Synopses & Reviews
What causes us to experience emotions? What makes emotions vary in intensity? How are different emotions related to one another and to the language used to talk about them? What are the information processing mechanisms and structures that underlie the elicitation and intensification of emotions? Despite an abundance of psychological research on emotions, many fundamental questions like these have yet to be answered. The Cognitive Structure of Emotions addresses such questions by presenting a systematic and detailed account of the cognitive antecedents of emotions. The authors propose three aspects of the world to which people can react emotionally. People can react to events of concern to them, to the actions of those they consider responsible for such events, and to objects. It is argued that these three classes of reactions lead to three classes of emotions, each based on evaluations in terms of different kinds of knowledge representations. The authors characterize a wide range of emotions, offering concrete proposals about the factors that influence the intensity of each. In doing so, they forge a clear separation between emotions themselves and the language of emotion, and offer the first systematic, comprehensive, and computationally tractable account of the cognitions that underlie distinct types of human emotions.
Review
"The primary value of this book is in the linking of emotions, in an intuitively sensible classification, to conditions and value structures in a way never before mapped out so explicitly and so well." Contemporary Sociology
Review
"This is a tightly reasoned, succinctly written, and intellectually demanding work." Cognition and Emotion
Synopsis
It has long been clear that the way in which people interpret the world affects our emotional reactions. What has been less clear is exactly how such different interpretations (i.e. cognitions) lead to different emotions. This is the central question addressed by The Cognitive Structure of Emotions. Taking a cognitive science perspective, a systematic account is presented of the cognitive structures that underlie a wide range of different emotions. Detailed proposals about the factors that affect intensity are also offered. The authors propose three broad classes of emotions, each corresponding to a different attentional focus. One class consists of reactions to events, one of reactions to the actions of agents, and one of reactions to objects.
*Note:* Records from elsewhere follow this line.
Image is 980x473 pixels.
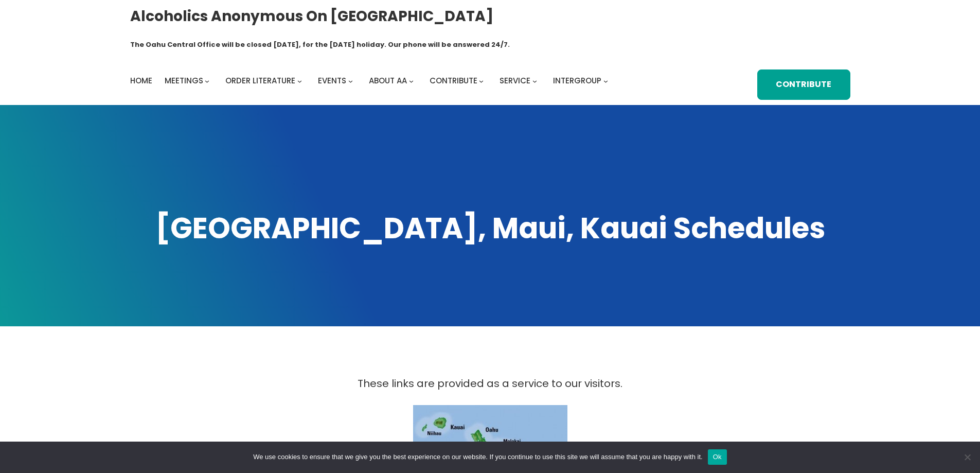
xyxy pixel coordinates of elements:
a: Home [130,74,152,88]
nav: Intergroup [130,74,612,88]
span: Events [318,75,346,86]
a: Contribute [757,70,850,100]
span: Order Literature [225,75,295,86]
a: Service [500,74,530,88]
span: Home [130,75,152,86]
span: About AA [369,75,407,86]
span: We use cookies to ensure that we give you the best experience on our website. If you continue to ... [253,452,702,462]
a: Intergroup [553,74,601,88]
button: Meetings submenu [205,79,209,83]
button: Events submenu [349,79,353,83]
span: Meetings [165,75,203,86]
a: Alcoholics Anonymous on [GEOGRAPHIC_DATA] [130,4,493,29]
button: Contribute submenu [479,79,483,83]
button: Intergroup submenu [603,79,608,83]
a: Contribute [429,74,478,88]
span: Intergroup [553,75,601,86]
a: Meetings [165,74,203,88]
h1: [GEOGRAPHIC_DATA], Maui, Kauai Schedules [130,209,850,248]
h1: The Oahu Central Office will be closed [DATE], for the [DATE] holiday. Our phone will be answered... [130,40,510,50]
span: Contribute [429,75,478,86]
button: Ok [708,449,727,465]
span: Service [500,75,530,86]
a: About AA [369,74,407,88]
p: These links are provided as a service to our visitors. [295,375,686,392]
a: Events [318,74,346,88]
button: Service submenu [532,79,537,83]
button: Order Literature submenu [297,79,302,83]
span: No [962,452,972,462]
button: About AA submenu [409,79,414,83]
By basing their analysis of the antecedents of emotions on an analysis of the perceived situational conditions that elicit them, the authors offer the prospect of accounting for variations in the emotions of different individuals, different cultures, and perhaps even different species.
Synopsis
Three aspects of the world to which people can react (events, actions of agents and objects) are used to characterize a wide range of emotions and reveal the cognitions that underlie distinct types of human emotion.
Table of Contents
1. Introduction; The study of emotion; Types of evidence for theories of emotion; Some goals for a cognitive theory of emotion; 2. Structure of the theory; The organisation of emotion types; Basic emotions; Some implications of the emotions-as-valenced-reactions claim; 3. The cognitive psychology of appraisal; The appraisal structure; Central intensity variables; 4. The intensity of emotions; Global variables; Local variables; Variable-values, variable-weights, and emotion thresholds; 5. Reactions to events: I. The well-being emotions; Loss emotions and fine-grained analyses; The fortunes-of-others emotions; Self-pity and related states; 6. Reactions to events: II. The prospect-based emotions; Shock and pleasant surprise; Some interrelationships between prospect-based emotions; Suspense, resignation, hopelessness, and other related states; 7. Reactions to agents; The attribution emotions; Gratitude, anger, and some other compound emotions; 8. Reactions to objects; The attraction emotions; Fine-grained analyses and emotion sequences; 9. The boundaries of the theory; Emotion words and cross-cultural issues; Emotion experiences and unconscious emotions; Coping and the function of emotions; Computational tractability.